Marina Abramović, Generator, Sean Kelly Gallery (Oct. 24-Dec. 6, 2014)

Last week I went with a friend visiting from abroad to the Sean Kelly gallery where Generator, the new installation by Marina Abramović, is being presented. Gallery-goers intending to enter it were instructed in a prominent notice to leave any bag, coat, watch, and cellphone in the small grey lockers covering a nearby wall. It was a stripping away in preparation for a filling up. Participation also signaled agreement to be filmed or photographed. Facilitators helped would-be participants to prepare by putting a blindfold around their eyes and offering sound-cancelling headphones.  The main gallery of the installation was shown to be a large bright, white space with a few central columns. I didn’t want to do any of this and so I sat on a bench in front of the lockers waiting for my friend to make her way through the installation.  

After a few minutes Abramović walked in and saw me sitting there. She gently encouraged me to try the experience. She took me by the hand and said she would go with me. I explained that I didn’t like participation and I’d always been like that. She explained that one should do what one doesn’t like, and that it would offer a new sensory challenge. I said she was right but that I had been familiar with these kinds of things coming from theatre. She explained it wasn’t like theatre. I said I love the idea of performance but I don’t like to perform.  My friend would tell me about it. She again encouraged me to enter. I repeated that I didn’t like the idea of participation.  She asked me what sign I was. “Taurus,” I answered. “Calabrian.” “Very stubborn,” she said.  Then we walked toward the lockers and Abramović remarked simply, “KGB.” I don’t know why it came to me but I said “Stasi,” and we left it at that. We talked briefly about some difficulties with construction at her Institute in Hudson, she walked off into the gallery offices, and I sat back down on the bench.

Then I thought about how unusual it was that she characterized the lockers as “KGB.” I began to think of the work in another way, not in comparison to a beginning acting exercise, but with the sense that it was rooted in the experience of life in a police state. I now viewed the installation as if it were a model of solitary confinement, imprisonment—real or metaphoric. The blindfolded people who felt their way around the walls of the large open space (void, silence, nothingness), seeing no one, hearing no one, had only their imagination, an individualistic mental space, to provoke the limitless contours of the mind. In a condition of surveillance and control that is the only free space. Thus, there is a duality to this dialectical world: objective space and subjective space. The participants are like figures lost in Plato’s cave, their shadows on the wall making a play of gestures, in a white cube instead of a black box. Generator is a turn to theatre, the ur social-political-philosophical form. The release of personal energy strives toward a permanent utopian project.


Task to carry out. Search the entries below for the string "heron" and copy the lines that hold it.

....................

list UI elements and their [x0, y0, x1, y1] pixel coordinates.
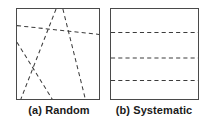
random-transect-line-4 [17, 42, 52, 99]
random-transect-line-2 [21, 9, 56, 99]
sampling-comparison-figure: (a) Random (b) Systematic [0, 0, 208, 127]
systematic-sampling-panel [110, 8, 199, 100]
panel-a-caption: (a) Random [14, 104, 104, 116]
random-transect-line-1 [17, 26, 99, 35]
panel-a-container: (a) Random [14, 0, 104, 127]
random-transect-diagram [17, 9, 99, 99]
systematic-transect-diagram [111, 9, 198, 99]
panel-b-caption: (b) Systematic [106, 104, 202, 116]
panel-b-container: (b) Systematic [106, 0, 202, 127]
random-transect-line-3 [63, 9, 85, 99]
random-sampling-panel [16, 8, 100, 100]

....................

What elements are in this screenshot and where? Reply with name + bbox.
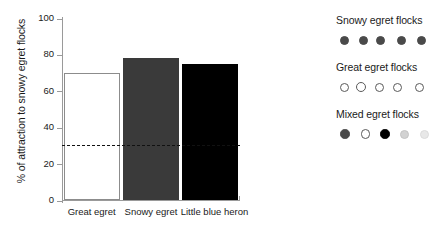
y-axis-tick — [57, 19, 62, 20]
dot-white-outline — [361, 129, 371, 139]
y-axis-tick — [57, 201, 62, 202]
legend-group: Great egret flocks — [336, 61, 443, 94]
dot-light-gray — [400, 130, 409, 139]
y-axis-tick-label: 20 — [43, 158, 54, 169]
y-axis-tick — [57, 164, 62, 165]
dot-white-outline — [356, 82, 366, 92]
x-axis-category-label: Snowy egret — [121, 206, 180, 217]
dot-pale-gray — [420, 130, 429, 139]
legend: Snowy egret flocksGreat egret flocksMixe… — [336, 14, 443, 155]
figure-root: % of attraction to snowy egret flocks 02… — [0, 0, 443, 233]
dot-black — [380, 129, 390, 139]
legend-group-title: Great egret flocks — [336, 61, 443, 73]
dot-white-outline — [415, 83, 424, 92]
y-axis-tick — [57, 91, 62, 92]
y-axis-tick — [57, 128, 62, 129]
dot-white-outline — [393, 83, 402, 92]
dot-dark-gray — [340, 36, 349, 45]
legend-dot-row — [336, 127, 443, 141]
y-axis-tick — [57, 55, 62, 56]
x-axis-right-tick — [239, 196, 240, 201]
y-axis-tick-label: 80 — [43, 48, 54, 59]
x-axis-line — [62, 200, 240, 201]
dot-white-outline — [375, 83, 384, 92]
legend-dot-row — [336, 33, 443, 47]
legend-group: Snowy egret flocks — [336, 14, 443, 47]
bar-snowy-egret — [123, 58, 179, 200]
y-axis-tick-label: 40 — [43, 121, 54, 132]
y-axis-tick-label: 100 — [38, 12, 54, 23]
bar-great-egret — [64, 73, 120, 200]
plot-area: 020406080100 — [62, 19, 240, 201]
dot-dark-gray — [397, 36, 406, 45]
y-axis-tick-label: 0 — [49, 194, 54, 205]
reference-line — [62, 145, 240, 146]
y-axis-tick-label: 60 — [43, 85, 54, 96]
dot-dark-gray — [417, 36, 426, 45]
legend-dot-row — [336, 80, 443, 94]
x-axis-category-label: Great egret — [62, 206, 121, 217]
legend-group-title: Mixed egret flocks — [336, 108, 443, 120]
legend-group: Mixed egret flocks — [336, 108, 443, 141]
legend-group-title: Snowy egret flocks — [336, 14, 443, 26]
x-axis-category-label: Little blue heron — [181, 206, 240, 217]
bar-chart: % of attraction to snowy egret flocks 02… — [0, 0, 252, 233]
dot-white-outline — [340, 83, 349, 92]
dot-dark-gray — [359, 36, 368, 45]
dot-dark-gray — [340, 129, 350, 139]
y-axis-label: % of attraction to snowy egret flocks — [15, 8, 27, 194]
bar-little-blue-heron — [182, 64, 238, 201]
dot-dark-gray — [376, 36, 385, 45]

....................

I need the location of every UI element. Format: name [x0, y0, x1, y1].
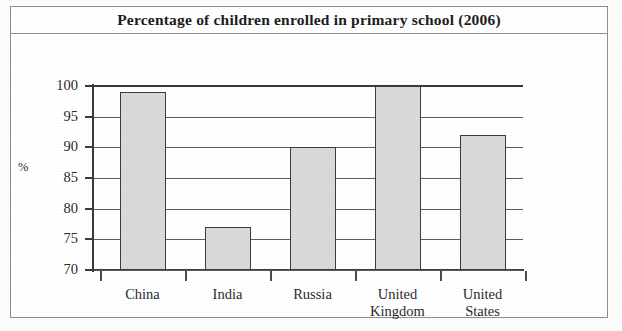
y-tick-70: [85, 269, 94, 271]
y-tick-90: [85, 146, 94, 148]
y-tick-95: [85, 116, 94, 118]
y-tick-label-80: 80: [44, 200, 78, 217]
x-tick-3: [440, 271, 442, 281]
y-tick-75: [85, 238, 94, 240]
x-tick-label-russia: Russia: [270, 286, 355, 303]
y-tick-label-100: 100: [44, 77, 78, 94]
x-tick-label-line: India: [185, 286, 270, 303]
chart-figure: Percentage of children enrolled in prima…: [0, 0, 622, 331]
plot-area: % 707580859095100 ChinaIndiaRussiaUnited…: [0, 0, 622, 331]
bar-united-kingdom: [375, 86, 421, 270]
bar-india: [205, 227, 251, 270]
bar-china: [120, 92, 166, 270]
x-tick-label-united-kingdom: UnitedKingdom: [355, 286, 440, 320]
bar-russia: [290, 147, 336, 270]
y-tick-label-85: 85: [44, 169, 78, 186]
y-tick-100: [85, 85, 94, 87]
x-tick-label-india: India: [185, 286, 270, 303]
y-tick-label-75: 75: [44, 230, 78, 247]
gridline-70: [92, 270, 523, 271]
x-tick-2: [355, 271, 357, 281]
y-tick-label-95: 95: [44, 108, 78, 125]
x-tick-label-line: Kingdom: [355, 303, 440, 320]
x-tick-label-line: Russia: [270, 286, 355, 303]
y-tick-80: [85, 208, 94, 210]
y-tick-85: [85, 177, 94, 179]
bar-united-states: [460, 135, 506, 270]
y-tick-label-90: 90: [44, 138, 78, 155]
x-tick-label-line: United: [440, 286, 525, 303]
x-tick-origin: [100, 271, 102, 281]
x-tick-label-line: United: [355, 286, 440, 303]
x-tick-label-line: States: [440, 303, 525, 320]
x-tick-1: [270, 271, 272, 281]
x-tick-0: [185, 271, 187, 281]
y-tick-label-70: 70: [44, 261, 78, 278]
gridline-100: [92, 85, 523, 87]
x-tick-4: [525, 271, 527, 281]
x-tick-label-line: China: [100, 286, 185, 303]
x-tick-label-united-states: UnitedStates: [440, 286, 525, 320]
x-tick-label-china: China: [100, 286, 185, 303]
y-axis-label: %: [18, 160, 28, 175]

....................

The completed task.
x-axis-category-label: Little blue heron — [181, 206, 240, 217]
bar-little-blue-heron — [182, 64, 238, 201]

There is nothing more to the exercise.